Haul away the hardware, peel off the software, rinse off the mystique and you see what the people who manage data really are: They’re librarians. That’s the role IT workers should model themselves on.
I’m not talking about technology. I don’t care what tools anyone uses. Whether we’re talking about bound paper known as “books” or bits magically transmitted over “wi-fi,” I don’t care. It doesn’t matter.
I know, the comparison may seem harsh. Librarians are said to shuffle silently among musty old books that no one ever reads. Or, as my friend Karen Schneider puts it, they’re “some misguided brontosaurus snuffling in the antediluvian biblioforest.”
She’s director of the Cushing Library at Holy Names University, just across the bay from San Francisco. She’s one of the actual librarians who resist a trend among some in her profession. They want to run libraries like traditional information technology departments. They’ve been seduced by the old mystique — which in the business world has worn thin.
You know the complaints: IT guards its data like gold bullion instead of serving it to those who can create value with it. It tries to shop its way out of problems. Only the initiated may enter.

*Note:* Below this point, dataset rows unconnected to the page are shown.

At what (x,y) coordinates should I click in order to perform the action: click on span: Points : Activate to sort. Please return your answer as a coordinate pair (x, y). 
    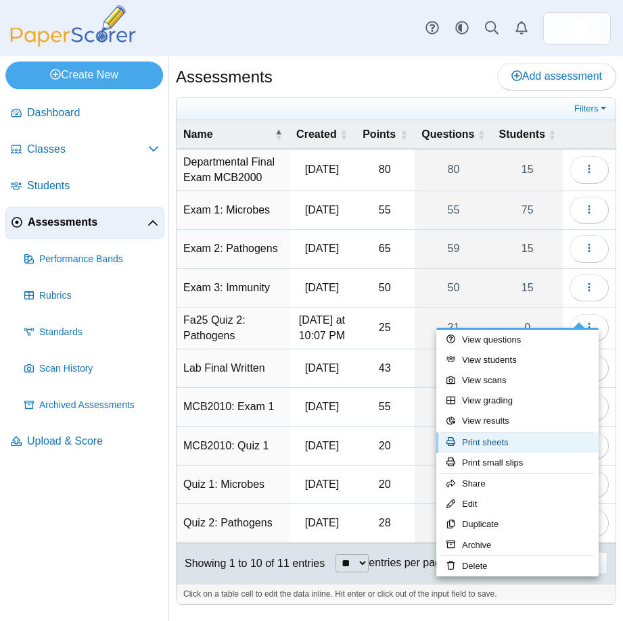
    Looking at the image, I should click on (404, 135).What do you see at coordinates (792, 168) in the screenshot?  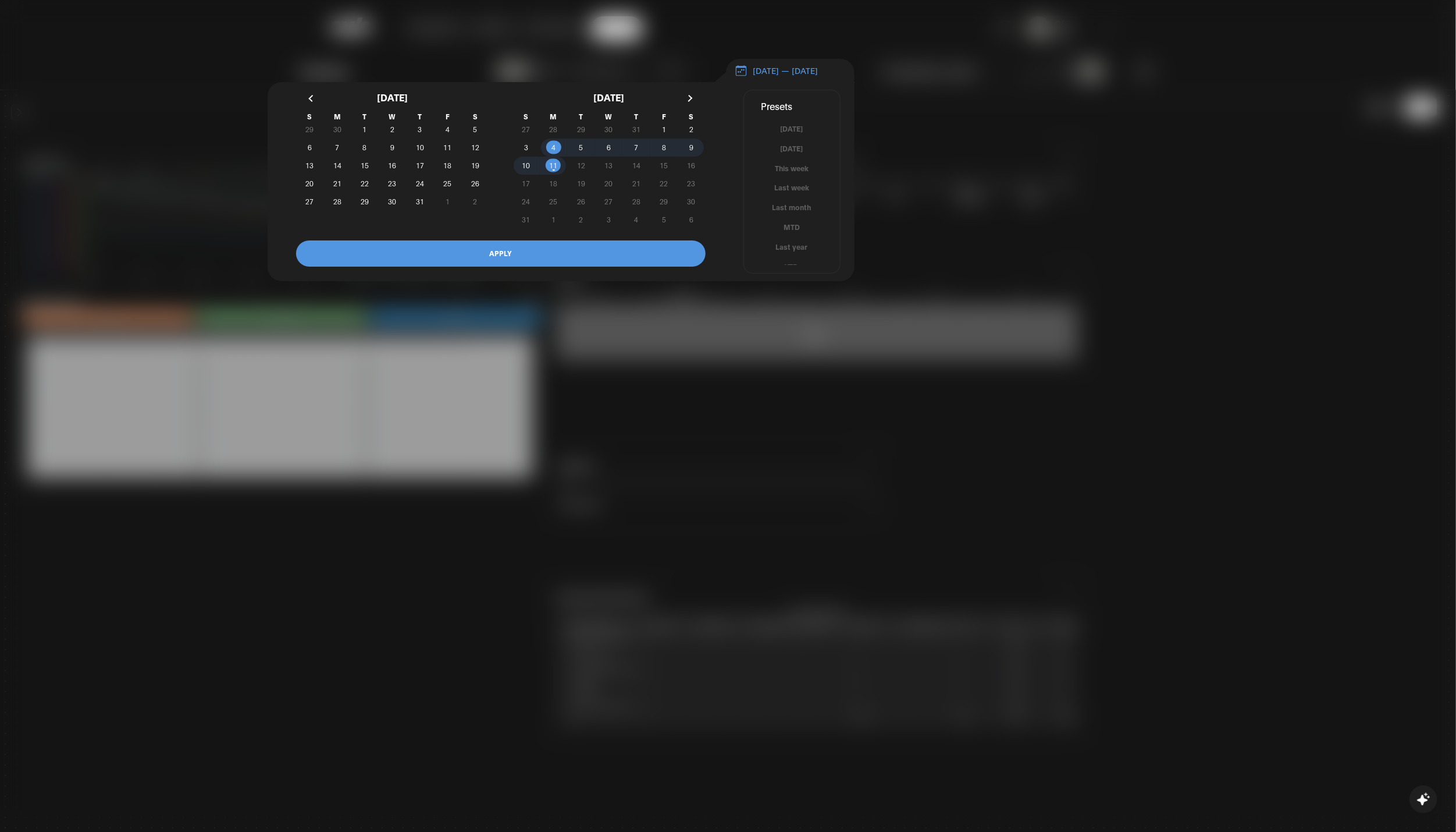 I see `button: This week` at bounding box center [792, 168].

Why anyone would want to emulate that, I don’t know. Yet apparently, from what she wrote last week in her blog Free Range LIbrarian, this trend has legs among some who manage libraries.
That trend seems idiotic when you realize what a well run library is all about. Substituting just a few words, you can see a philosophy for IT in the one she describes for librarians:
In the end, what matters, and what we are about, are the ancient truths of librarianship: organizing, managing, making available, preserving, and celebrating the word [data] in all of its manifestations; helping our users build skill sets the fundamentals of which (if not the ephemeral details) will last a lifetime [a fiscal year]; and celebrating and defending the right to read [analyze], however that word is interpreted. This is what we do. This is who we are. This makes us librarians.
Librarians and IT workers, that is. Does technology really make anything new? I say that, fundamentally, nothing is new but the tools.
Michael W Cristiani says
Ted and Dan,
Now, I ride the bus daily with a number of librarians. They talk very passionately and without filters about what they do. Ted, your analogy is apt. Dare I suggest training and education in library science would serve the data analyst well. Indeed, the hard core data analysts I know who have been librarians are quite uniquely qualified; they think, eat, sleep, and bleed schemas, query optimization, and open data, all to our benefit and enrichment!
As always,
MANY BLESSINGS!
Peace and All Good!
Michael
Ted Cuzzillo says
Michael, that’s a good observation about the hard core data analysts who have been librarians.
Dan Murray says
Now – a good librarian (that really understood schema/query optimization/teaching/sharing) would is a very valuable asset.
Ted Cuzzillo says
They do. Most may not yet know how to do it with SQL, Tableau, or even Excel. But knowing how to extract specific information (data) for whatever need has arisen is what they’re all about. No? The point is about the concept of the job.